From: keyser72@mac.com Subject: Date: April 21, 2005 3:53:51 PM CDT Hankblog

Sunday, April 18, 2004

Movie Retrospectives: Chicks Kick Ass
Big Bad Mama


Producer/Director Roger Corman has a long and well established track record as a purveyor of trashy cinema. Yet his history as a director who works fast and cheap hasn't kept him from drawing a long list of current Hollywood a-list talent who got their first opportunities in filmmaking through Corman. The big names he helped on the way to stardom includes Francis Ford Coppola, Martin Scorsese, Jonathan Demme, James Cameron, Peter Bogdanovich, and Joe Dante. Big Bad Mama keeps with Corman's cinematic values. The movie is trashy, lurid, and in a very campy way a fair amount of fun.

Angie Dickinson stars as Wilma McClatchie, a poor single mother of two daughters in Prohibition era Texas. She starts the film by stealing her daughter Billie Jean away from the church where Billie Jean was about to get married to poor boy of limited means. Wilma doesn't want either of her daughters to have to scrap and struggle for anything they might have in life. So she, her other daughter Polly, and her bootlegging brother Barney break up the wedding, and make a break for it. Barney gets killed in the escape by federal agents who are trying to stop his bootlegging.

After putting him in the ground, Wilma realizes that bootlegging might be the means by which she can give her daughters a better life. She and her girls embark on an escalating crime spree that moves from running liquor, to bank robbery, to kidnapping. Along the way they evade the law at every opportunity, and add a couple more unscrupulous characters to their "gang". Fred Diller (a very young Tom Skerritt) is the man who puts the McClatchie's onto bank robbing, and William J Baxter (William Shatner) is smooth talking conman from Kentucky who takes to robbery pretty well.

Their criminal activities become more complicated as the relationships between the various members of the gang develop. Diller and Wilma couple early on, but once Baxter comes into the fold, Wilma finds him much more appealing. Diller doesn't mourn long as he winds up in bed with young Polly. Billie Jean doesn't get left out, as the more worldly Polly generously "shares" Diller with her inexperienced sister (and yes, it is every bit the "ewww"moment you might be imagining). In the end, Wilma gets an idea for one last big score that will allow them to retire. But will the romantic entanglements that have developed stand in the way of the job's success?

Dickinson is never going to win any Oscars for her acting. That having been said, she does a decent job of spreading the cheese around in this little adventure. She's very much the tough minded independent woman trying to the best she can by her two daughters. Unlike the other movies I've looked at this week, this movie is never going to be the subject of feminist debate. But in her own way, Dickinson does portray a strong minded, strong willed woman who's not afraid to take the initiative. And I think it speaks fairly well for her confidence to do the love scenes she does at her age (she was 43 when the film was made). She has a good body, and isn't afraid to show it off.

Is this a great movie? No. But it's a good cheesy late night romp that would be right at home with some beers, friends, and a fair amount of derisive comments hurled at the screen. And Wilma is pretty handy with Tommy gun. Any woman who knows how to handle her firearms, you don't mess with lightly. If you have a craving for some good 70s trash, you could do a lot worse.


### Your objective
Copy all lines below exactly as written. Leave pictures out.
+++ Material provided
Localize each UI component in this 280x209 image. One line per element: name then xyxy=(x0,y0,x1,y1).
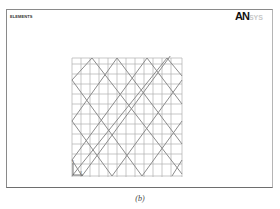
axis-triad: Y X xyxy=(71,160,87,178)
logo-text-faded: SYS xyxy=(249,14,263,21)
grid-lines xyxy=(72,58,182,177)
logo-text: AN xyxy=(235,10,249,22)
y-axis-label: Y xyxy=(72,160,74,164)
figure-caption: (b) xyxy=(0,194,280,203)
ansys-logo: ANSYS xyxy=(235,10,263,22)
mesh-plot[interactable] xyxy=(70,56,186,180)
window-title: ELEMENTS xyxy=(10,14,33,19)
x-axis-label: X xyxy=(80,171,82,175)
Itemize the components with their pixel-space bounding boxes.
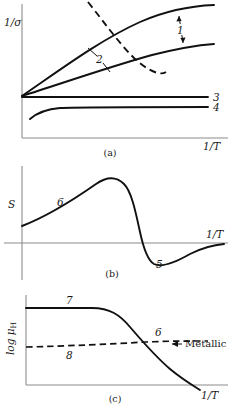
++++++
### Answer to this exercise
Localize each UI component in this 280x209 image. One line per element: name then xyxy=(x0,y0,x1,y1).
axis-triad: Y X xyxy=(71,160,87,178)
logo-text-faded: SYS xyxy=(249,14,263,21)
grid-lines xyxy=(72,58,182,177)
logo-text: AN xyxy=(235,10,249,22)
y-axis-label: Y xyxy=(72,160,74,164)
figure-caption: (b) xyxy=(0,194,280,203)
ansys-logo: ANSYS xyxy=(235,10,263,22)
mesh-plot[interactable] xyxy=(70,56,186,180)
window-title: ELEMENTS xyxy=(10,14,33,19)
x-axis-label: X xyxy=(80,171,82,175)
Itemize the components with their pixel-space bounding boxes.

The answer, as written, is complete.